Gemini has been rapidly catching up to ChatGPT in recent months, but its growth hasn’t been uniform across geographies.
New data on AI chatbot market share for January 2026 — compiled from web and mobile traffic by SimilarWeb and SensorTower — reveals a striking divergence in how Google’s Gemini performs across different countries. While Gemini is a genuine rival to ChatGPT in parts of East Asia, it still has considerable ground to close in the world’s two largest English-language markets.

Where Gemini Holds Its Own
Japan and South Korea stand out as the markets where the ChatGPT-Gemini race is most competitive. In Japan, ChatGPT commands roughly 57% of AI chatbot traffic — a dominant share, but one that leaves significant room for Gemini, which appears to hold its second-place position more convincingly here than almost anywhere else. South Korea tells a similar story: ChatGPT holds approximately 48% of the market, making it the only country in the dataset where its share dips below 50%, with Gemini and a cluster of smaller players — including Adot and Alice — accounting for the remainder.
The reasons likely relate to Google’s deep integration into Android ecosystems and the active promotion of Gemini as a default assistant on mobile devices — a strategy that has driven significant user adoption in markets with high Android penetration. Both Japan and South Korea rank among Asia’s most smartphone-centric societies, and Google’s push to bundle Gemini with its mobile products appears to be paying dividends.
Where ChatGPT Remains Dominant
The United States and India present a much tougher picture for Gemini. In the US, ChatGPT holds approximately 80% of AI chatbot traffic, leaving Gemini and rivals like Perplexity and Claude to split a relatively thin slice of the remaining market. India follows a broadly similar pattern, with ChatGPT commanding close to 75% of traffic — a somewhat surprising figure given that Google has invested heavily in TV advertising for Gemini specifically in India to expand its reach beyond core tech users.
The UK and Germany, both large English-adjacent markets, also show ChatGPT holding firm above 70% and approaching 75% respectively — suggesting that Western markets remain more resistant to Gemini’s advances, at least for now.
The Russia And China Wildcards
Two countries in the dataset operate under entirely different dynamics. Russia’s market is notably fragmented: ChatGPT holds only around 25%, followed by a substantial share for Giga.chat — the homegrown Russian AI assistant — alongside significant usage of DeepSeek and other platforms. Western sanctions and content restrictions have created an unusual competitive environment that no other market replicates.
China, unsurprisingly, is the most distinctive market of all. ChatGPT’s footprint is minimal, with Doubao — ByteDance’s AI chatbot — commanding a large share alongside DeepSeek and other domestic players. DeepSeek’s volatile trajectory globally, after surging in early 2025 before declining sharply, appears less pronounced within China’s domestic market, where it retains a meaningful share.
The Broader Picture
Zoomed out, the data reinforces what recent SimilarWeb figures for February 2026 have already made clear: Gemini’s 643% year-over-year traffic growth is real and accelerating, but it has not yet translated into parity with ChatGPT in the markets that matter most commercially. ChatGPT’s DAU/MAU ratio of 36% — nearly double Gemini’s 21% — suggests that ChatGPT users are more habitual, returning to the platform far more frequently than Gemini’s growing but less sticky user base.
For Google, the East Asian results will be encouraging proof that Gemini can win in highly competitive markets. The challenge now is translating that playbook to the US and India — where the battle for the AI-native user is far from over.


The problem -
Collect from the data below each line with "Your".

Task inputs -
==========
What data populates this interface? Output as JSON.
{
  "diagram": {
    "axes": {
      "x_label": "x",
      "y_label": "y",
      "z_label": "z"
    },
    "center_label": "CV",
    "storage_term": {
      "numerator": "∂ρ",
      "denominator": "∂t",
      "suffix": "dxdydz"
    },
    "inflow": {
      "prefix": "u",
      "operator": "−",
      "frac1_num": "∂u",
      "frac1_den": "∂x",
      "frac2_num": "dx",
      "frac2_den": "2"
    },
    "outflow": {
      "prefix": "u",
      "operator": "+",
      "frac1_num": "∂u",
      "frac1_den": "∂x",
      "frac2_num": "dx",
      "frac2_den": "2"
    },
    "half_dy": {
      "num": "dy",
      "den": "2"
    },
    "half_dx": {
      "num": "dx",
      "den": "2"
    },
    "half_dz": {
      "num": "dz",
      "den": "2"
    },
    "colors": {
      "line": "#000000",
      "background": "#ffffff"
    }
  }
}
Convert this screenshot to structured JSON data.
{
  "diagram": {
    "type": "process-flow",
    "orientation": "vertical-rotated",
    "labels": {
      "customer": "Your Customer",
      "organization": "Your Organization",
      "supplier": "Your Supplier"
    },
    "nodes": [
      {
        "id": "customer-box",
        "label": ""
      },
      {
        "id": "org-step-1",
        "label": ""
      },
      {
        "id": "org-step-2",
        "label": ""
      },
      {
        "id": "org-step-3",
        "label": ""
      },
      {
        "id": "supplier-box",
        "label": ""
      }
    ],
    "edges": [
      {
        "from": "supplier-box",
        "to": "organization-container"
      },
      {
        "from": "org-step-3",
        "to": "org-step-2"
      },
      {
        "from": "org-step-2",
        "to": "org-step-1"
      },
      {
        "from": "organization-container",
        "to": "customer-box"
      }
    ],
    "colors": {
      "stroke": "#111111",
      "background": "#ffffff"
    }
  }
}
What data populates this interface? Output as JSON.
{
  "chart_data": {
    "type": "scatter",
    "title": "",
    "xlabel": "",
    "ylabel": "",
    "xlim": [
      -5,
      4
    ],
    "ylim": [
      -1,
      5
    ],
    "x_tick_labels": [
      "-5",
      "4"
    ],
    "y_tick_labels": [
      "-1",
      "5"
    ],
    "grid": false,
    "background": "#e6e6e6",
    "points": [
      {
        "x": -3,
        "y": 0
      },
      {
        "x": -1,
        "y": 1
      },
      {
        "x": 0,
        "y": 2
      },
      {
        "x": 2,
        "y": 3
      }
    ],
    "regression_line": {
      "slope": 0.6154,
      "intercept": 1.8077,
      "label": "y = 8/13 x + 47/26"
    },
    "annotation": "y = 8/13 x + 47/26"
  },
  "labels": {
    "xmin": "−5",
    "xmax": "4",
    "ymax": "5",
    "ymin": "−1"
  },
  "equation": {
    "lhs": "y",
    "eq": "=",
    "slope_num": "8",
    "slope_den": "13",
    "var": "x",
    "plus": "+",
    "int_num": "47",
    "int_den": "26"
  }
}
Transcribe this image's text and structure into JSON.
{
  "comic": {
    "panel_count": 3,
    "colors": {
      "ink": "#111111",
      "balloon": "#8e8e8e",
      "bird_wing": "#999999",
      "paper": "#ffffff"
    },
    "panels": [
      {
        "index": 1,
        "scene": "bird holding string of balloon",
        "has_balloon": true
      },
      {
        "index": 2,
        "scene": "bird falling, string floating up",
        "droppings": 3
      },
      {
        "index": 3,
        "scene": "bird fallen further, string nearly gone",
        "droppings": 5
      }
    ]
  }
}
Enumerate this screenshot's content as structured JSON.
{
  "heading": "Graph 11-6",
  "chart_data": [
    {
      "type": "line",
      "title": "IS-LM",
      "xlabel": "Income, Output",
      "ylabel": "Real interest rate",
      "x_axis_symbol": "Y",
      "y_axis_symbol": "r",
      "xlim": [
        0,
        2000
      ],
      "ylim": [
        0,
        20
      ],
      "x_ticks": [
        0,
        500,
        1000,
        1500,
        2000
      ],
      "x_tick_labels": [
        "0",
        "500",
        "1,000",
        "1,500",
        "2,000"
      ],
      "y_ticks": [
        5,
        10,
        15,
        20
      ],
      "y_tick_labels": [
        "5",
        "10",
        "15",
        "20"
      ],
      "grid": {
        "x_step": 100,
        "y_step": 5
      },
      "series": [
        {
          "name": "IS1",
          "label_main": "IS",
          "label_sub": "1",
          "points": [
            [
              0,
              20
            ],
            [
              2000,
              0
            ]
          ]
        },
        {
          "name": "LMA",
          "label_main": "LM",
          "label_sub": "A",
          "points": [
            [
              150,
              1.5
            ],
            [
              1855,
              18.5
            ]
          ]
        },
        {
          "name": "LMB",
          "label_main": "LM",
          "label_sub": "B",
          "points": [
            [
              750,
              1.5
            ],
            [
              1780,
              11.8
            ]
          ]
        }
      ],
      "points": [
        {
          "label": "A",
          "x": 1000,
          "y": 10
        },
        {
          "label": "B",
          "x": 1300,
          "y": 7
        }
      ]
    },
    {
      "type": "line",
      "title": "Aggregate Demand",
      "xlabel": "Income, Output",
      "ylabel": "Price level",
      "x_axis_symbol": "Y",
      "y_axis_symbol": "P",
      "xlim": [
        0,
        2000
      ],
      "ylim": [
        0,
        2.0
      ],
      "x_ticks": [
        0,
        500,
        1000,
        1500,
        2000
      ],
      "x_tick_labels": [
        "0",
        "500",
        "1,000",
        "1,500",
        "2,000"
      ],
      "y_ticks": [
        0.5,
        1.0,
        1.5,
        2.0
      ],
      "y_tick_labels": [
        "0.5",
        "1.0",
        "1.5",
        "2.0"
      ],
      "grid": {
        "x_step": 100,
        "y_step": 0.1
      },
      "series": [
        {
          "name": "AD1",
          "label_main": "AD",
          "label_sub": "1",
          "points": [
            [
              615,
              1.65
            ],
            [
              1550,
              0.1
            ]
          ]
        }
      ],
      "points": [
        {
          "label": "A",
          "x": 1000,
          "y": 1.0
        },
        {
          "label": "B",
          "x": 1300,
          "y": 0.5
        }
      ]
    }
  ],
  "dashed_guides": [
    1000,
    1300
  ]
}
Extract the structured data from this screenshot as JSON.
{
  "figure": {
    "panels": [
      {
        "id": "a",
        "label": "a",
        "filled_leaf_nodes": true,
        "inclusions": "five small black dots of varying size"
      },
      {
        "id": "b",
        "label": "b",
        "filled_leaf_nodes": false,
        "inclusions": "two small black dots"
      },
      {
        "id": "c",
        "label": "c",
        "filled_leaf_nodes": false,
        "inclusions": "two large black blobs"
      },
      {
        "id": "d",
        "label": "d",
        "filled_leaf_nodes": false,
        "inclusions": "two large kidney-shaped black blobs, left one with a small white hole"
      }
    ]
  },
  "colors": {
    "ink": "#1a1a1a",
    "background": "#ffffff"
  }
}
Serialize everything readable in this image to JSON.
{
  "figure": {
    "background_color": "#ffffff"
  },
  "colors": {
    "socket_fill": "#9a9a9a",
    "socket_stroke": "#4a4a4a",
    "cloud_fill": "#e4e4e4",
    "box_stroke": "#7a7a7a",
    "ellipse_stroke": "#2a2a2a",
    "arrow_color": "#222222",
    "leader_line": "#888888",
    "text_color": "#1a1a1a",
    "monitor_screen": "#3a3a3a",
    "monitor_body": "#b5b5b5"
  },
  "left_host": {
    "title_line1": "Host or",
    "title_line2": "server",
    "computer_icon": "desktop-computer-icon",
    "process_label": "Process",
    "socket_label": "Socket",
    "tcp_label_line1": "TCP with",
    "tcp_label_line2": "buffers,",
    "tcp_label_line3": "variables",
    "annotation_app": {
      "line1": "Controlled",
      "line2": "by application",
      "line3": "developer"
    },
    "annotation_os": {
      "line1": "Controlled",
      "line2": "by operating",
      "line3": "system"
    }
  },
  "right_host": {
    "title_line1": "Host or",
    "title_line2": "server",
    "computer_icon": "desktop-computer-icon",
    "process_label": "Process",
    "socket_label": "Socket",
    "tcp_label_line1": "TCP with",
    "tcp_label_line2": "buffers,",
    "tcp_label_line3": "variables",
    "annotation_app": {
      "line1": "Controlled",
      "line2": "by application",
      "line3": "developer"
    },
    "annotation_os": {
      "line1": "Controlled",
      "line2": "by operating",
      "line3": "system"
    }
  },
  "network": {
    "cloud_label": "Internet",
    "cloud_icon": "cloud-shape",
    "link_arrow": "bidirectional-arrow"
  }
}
==========
Answer -
      "customer": "Your Customer",
      "organization": "Your Organization",
      "supplier": "Your Supplier"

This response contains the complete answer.